These little fruits are the real apple of my eye.

While I like the large, juicy sweet apples being harvested at orchards everywhere this season, I am currently enchanted by the little (and less well-known) crabapple.

Crabapples are in the genus Malus, just like regular apples, and can be found as ornamentals in backyards and wild in American woodlands and fields. What differentiates a crabapple is the size of its fruit, which most sources define as smaller than two inches in diameter.

Last week I harvested a basket of crabapples from an old farmstead. The color of these fruits was an amazing ruby red that blazed from a small tree. Though I don’t yet have a firm plan for their use, I turned them into pulp that can be easily frozen and used later.

I am intrigued by the culinary possibilities that include verjuice, apple butter, jams and jellies, fruit leather, cider, chutney and wine. In fact, you can use crabapples as you would regular apples in almost any recipe, but may have to adjust the sugar depending of their tartness. Be sure to remove and discard the seeds, which contain cyanide.

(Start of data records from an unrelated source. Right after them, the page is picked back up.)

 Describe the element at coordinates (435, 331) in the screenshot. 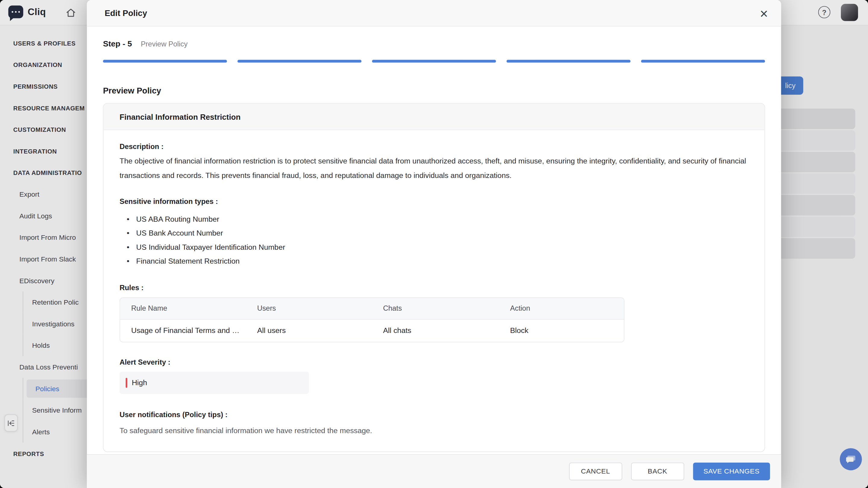

I see `cell-chats: All chats` at that location.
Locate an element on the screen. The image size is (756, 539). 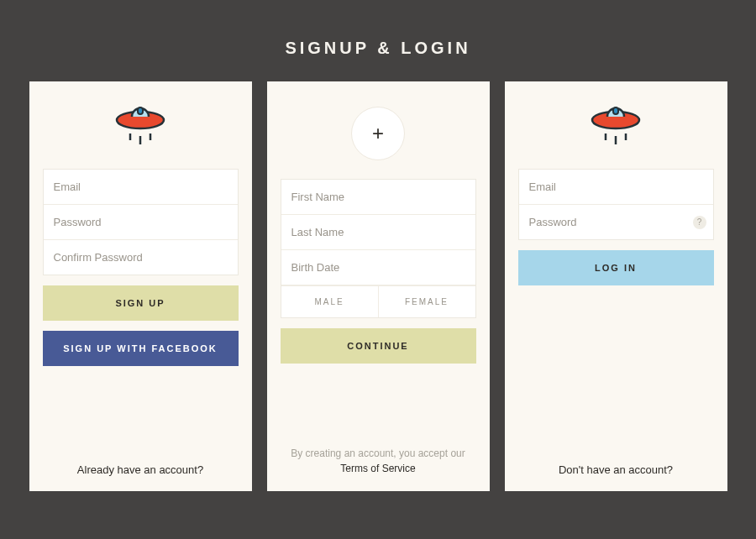
login-button: LOG IN is located at coordinates (617, 268).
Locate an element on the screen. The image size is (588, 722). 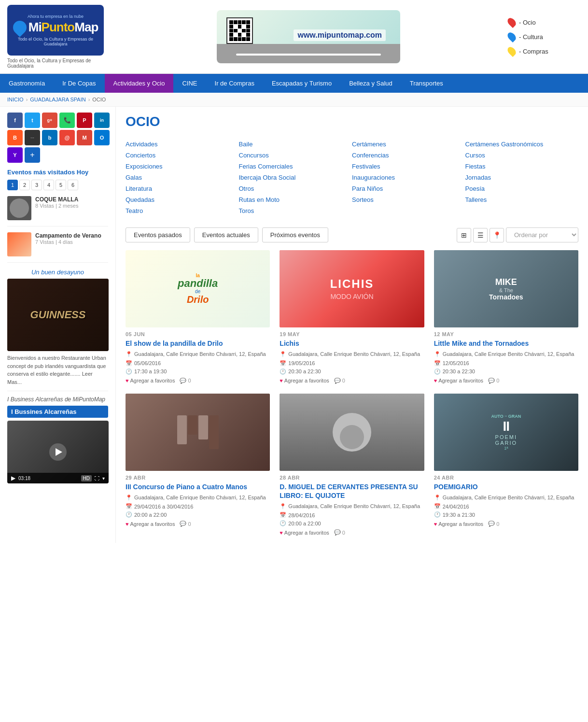
cat-galas: Galas is located at coordinates (182, 178).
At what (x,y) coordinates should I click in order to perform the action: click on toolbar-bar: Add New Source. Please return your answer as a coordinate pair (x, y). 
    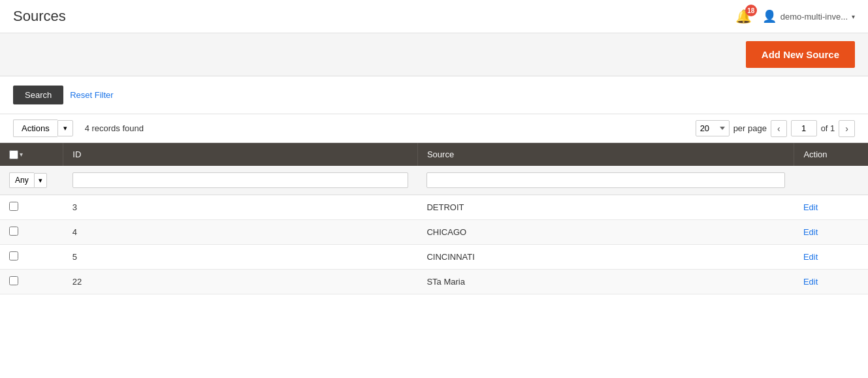
    Looking at the image, I should click on (434, 55).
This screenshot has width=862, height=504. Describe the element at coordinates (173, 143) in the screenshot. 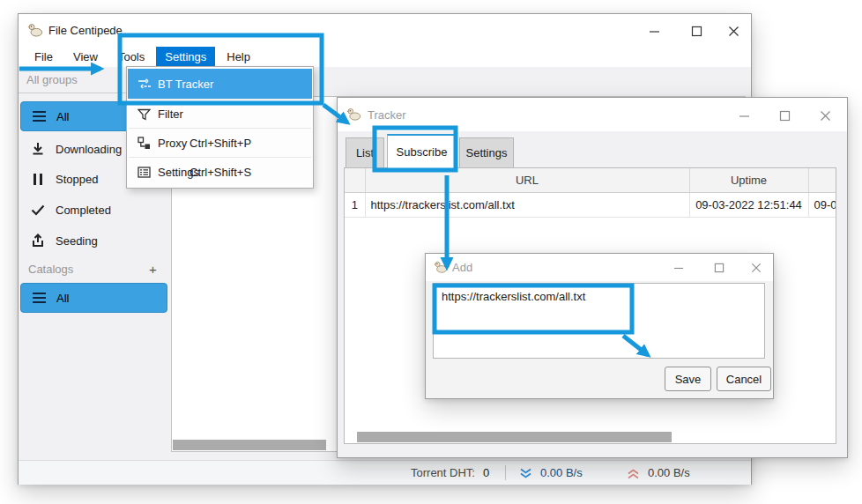

I see `menu-item-label: Proxy` at that location.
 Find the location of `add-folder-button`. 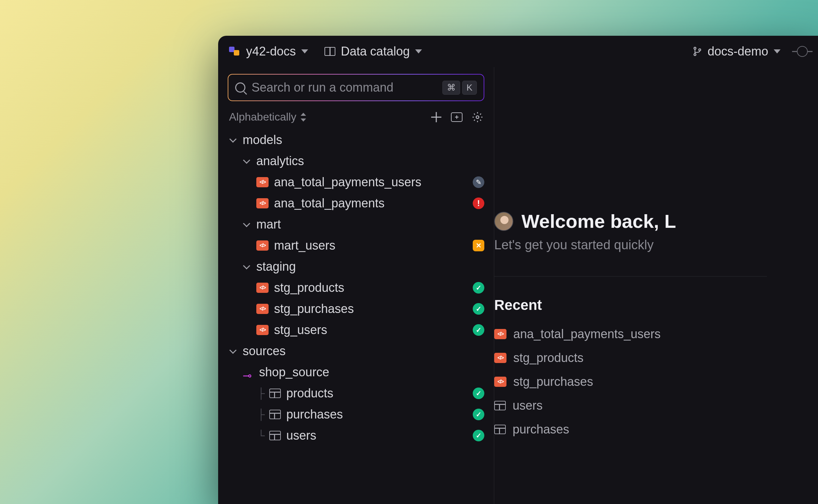

add-folder-button is located at coordinates (457, 117).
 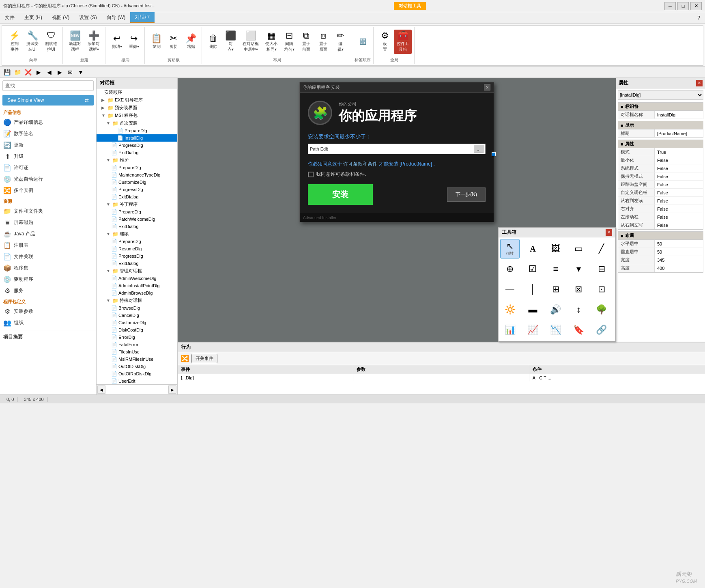 I want to click on menu-item-home: 主页 (H), so click(x=33, y=18).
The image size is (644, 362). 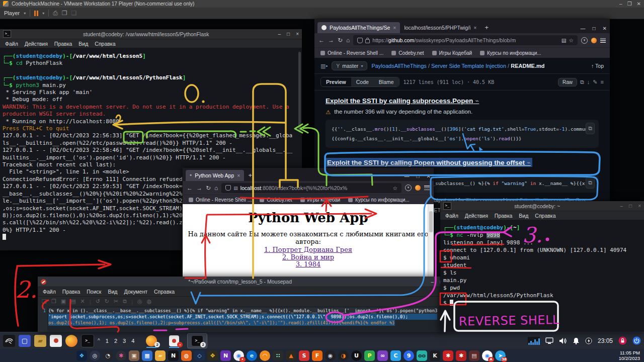 I want to click on menu-item: Online - Reverse Shell ..., so click(x=220, y=200).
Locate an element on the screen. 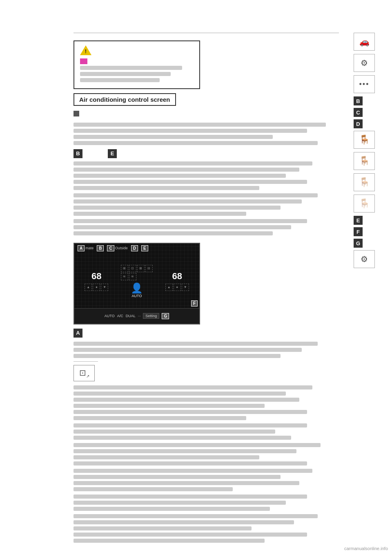  vent-cell-1: ▲ is located at coordinates (88, 287).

There are great reasons to harvest crabapples. Besides the fact that they can be foraged from the wild (so are free), they are healthy and healing. British doctor William Salmon found them “cold and astringent,” but suggested that they be “boyled or scalded, and eaten with butter and sugar . . . to strengthen the stomach, quench the thirst and cool the heat of fevers.”

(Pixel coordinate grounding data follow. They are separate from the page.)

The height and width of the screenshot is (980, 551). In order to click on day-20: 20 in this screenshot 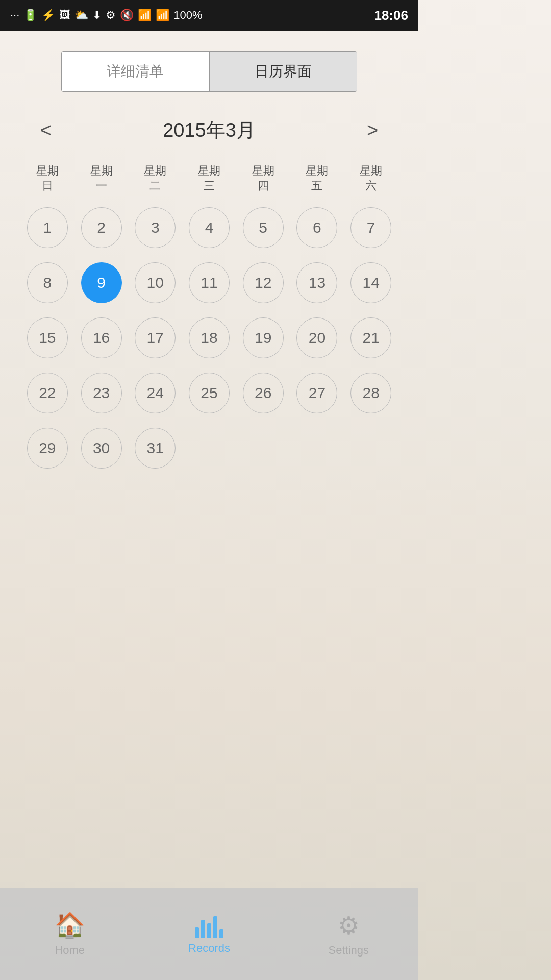, I will do `click(317, 338)`.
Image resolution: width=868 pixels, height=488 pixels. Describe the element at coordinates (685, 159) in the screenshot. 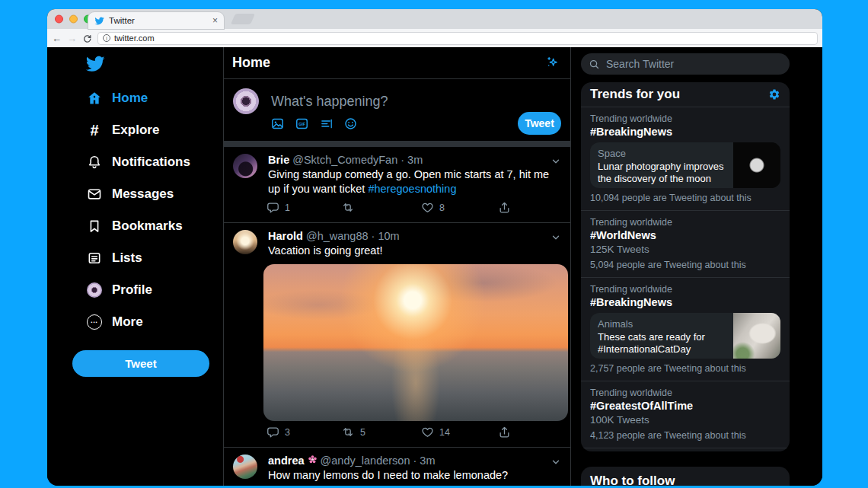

Other cultures had their own medicinal practices. Scottish Highlanders mixed crabapples with buttermilk to treat hoarseness and crushed them to relieve sprains and cramps. Even rotten crabapples were valued, applied as a poultice to sore eyes, boils and earaches. Rich in vitamin C, antioxidants and fiber, it is hard to go wrong, unless you overindulge, since crabapples also have a laxative effect.

Even if you don’t eat them, they are still quite useful. Folklore suggests that crabapples, also known as crabs or wildings, were used to determine which suitors were most eligible. In Scotland, a woman was told to put a crab under her pillow on St. Andrew’s Eve, and on the following Sunday, take it to church and the first man she saw standing on the porch would become her husband.

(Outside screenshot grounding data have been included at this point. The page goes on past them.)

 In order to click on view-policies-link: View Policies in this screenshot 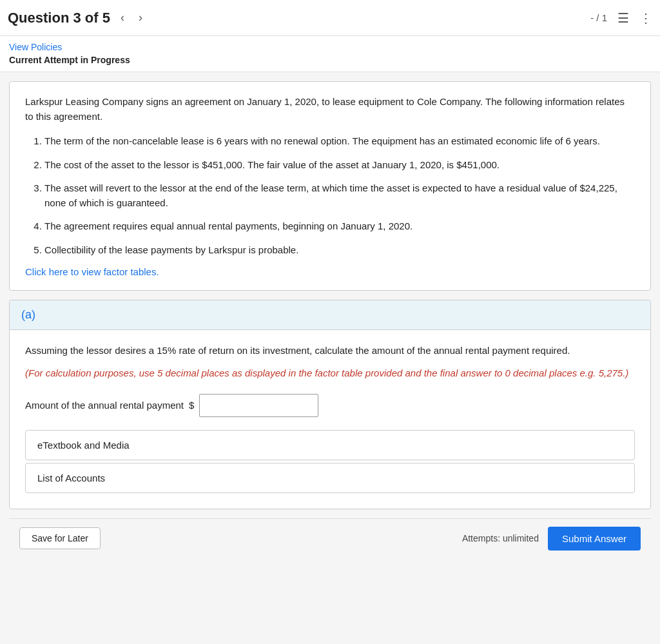, I will do `click(35, 47)`.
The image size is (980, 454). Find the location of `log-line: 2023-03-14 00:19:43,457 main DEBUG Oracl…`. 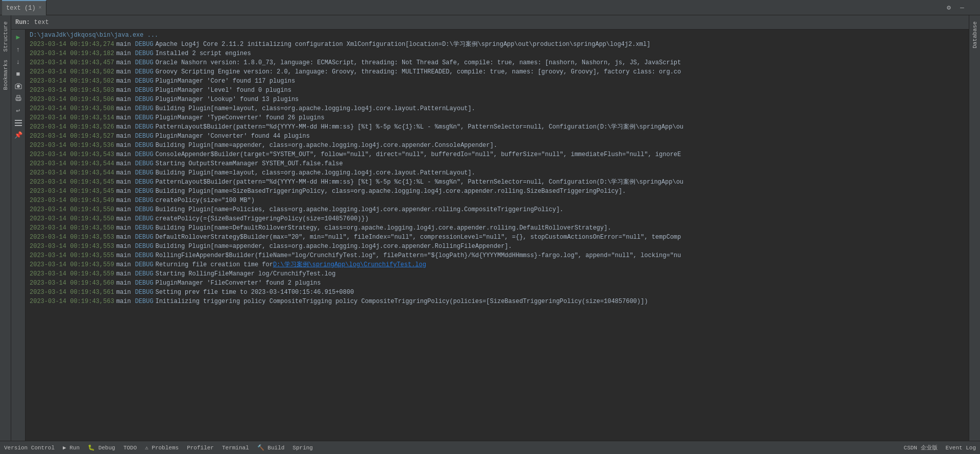

log-line: 2023-03-14 00:19:43,457 main DEBUG Oracl… is located at coordinates (497, 63).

There were a few other suggestions with which I take issue. One, from England, suggests using the crabs to pelt the parson after St. Luke’s Feast. And this disturbing verse was found in T. F. Thiselton-Dyer’s book The Folklore of Plants: “The crab of the wood is sauce very good for the crab of the sea, But the wood of the crab is sauce for a drab that will not her husband obey.”

Resist the urge to throw these crabs at friends or enemies, and never ever use the wood to whip your wife. Follow this advice and you won’t be the rotten apple that spoils the bunch.

Suzan Bellincampi is director of the Felix Neck Wildlife Sanctuary in Edgartown, and author of Martha’s Vineyard: A Field Guide to Island Nature.